RESEARCH INTERESTS I work on core algorithmic aspects of computer voice recognition, and artificial intelligence applied to voice forensics. My focus is on the development of technology for the automated discovery, measurement, representation and learning of the information encoded in voice signal for optimal voice intelligence.
I worked on computer speech recognition and general audio processing from 1997 to 2014. During that time, I worked on a wide range of topics, including algorithms that made speech processing systems completely generalizable (agnostic to language), algorithms that enabled automated discovery and learning of information from speech, algorithms that could process speech using minimal external (human-generated) knowledge etc. My goal was to enable greater automation, create more powerful search strategies and more scaleable learning algorithms for voice processing systems, and to find ways to make them work more accurately in high-noise and other kinds of complex acoustic environments.

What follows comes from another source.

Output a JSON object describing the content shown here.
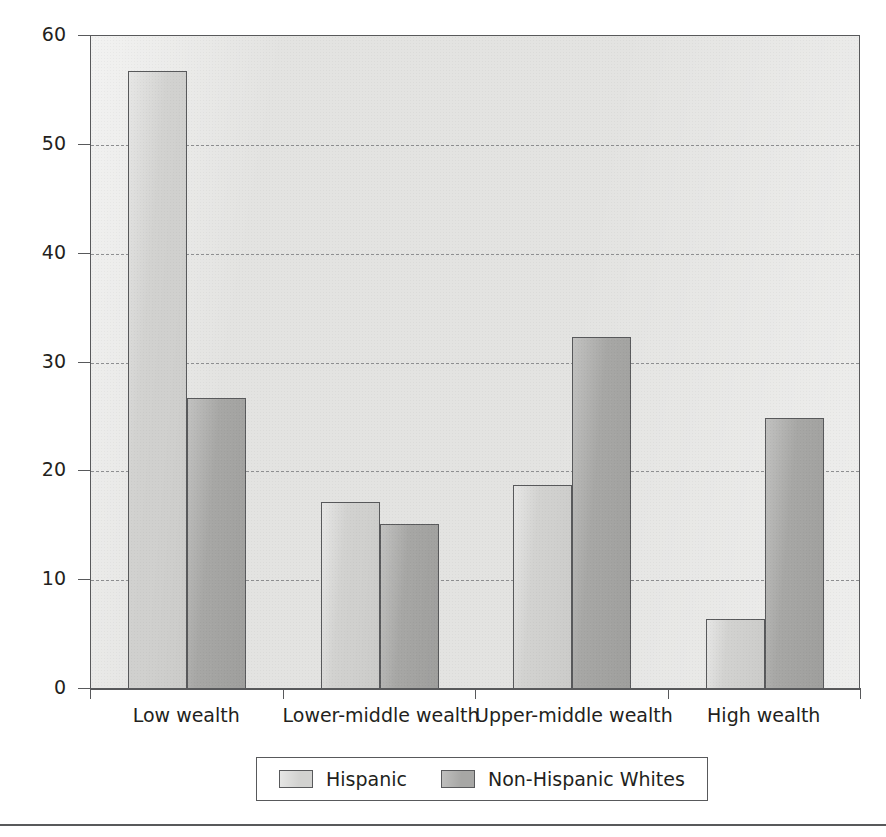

In December 2014, I began building up the science of profiling humans from their voice. This involves the concurrent deduction of myriad human parameters from voice. Like the DNA and fingerprints, every human's voice is unique. It carries more information than we realize (or can hear). It carries signatures of the speaker's physical, physiological, medical, psychological, sociological, behavioral and environmental parameters, among other things. Profiling is based on quantitative discovery and measurement of micro-features from the voice signal, and the intricacies of the physics and bio-mechanics of human voice production. Because it focuses on the voice signal, and not its pragmatic content, it is agnostic to language.Media coverage
More about this work
My latest presentations
Book coming up online: Deep Learning
Book chapters are here
This book is being written in tandem with the CMU graduate level course: Introduction to Deep Learning, taught by Prof. Bhiksha Raj. The book is an accompaniment to this course.
Courses 2022
( s3 cmu )
- Concepts in Digital Multimedia and Cyber Forensics (Spring)
Old name: Computational Forensics and AI
Website
- Advanced Topics: Quantum Computing Theory and Lab (Spring)
Website
- Large-Scale Multimedia Analysis
Website (Two versions in Spring, One in Fall coming up...)
Current Students
- Yolanda Gao, PhD, Completed May 2022 (Currently at Amazon Inc.)
- Wayne Zhao, PhD, Expected July 2022 (Currently at Amazon Inc.)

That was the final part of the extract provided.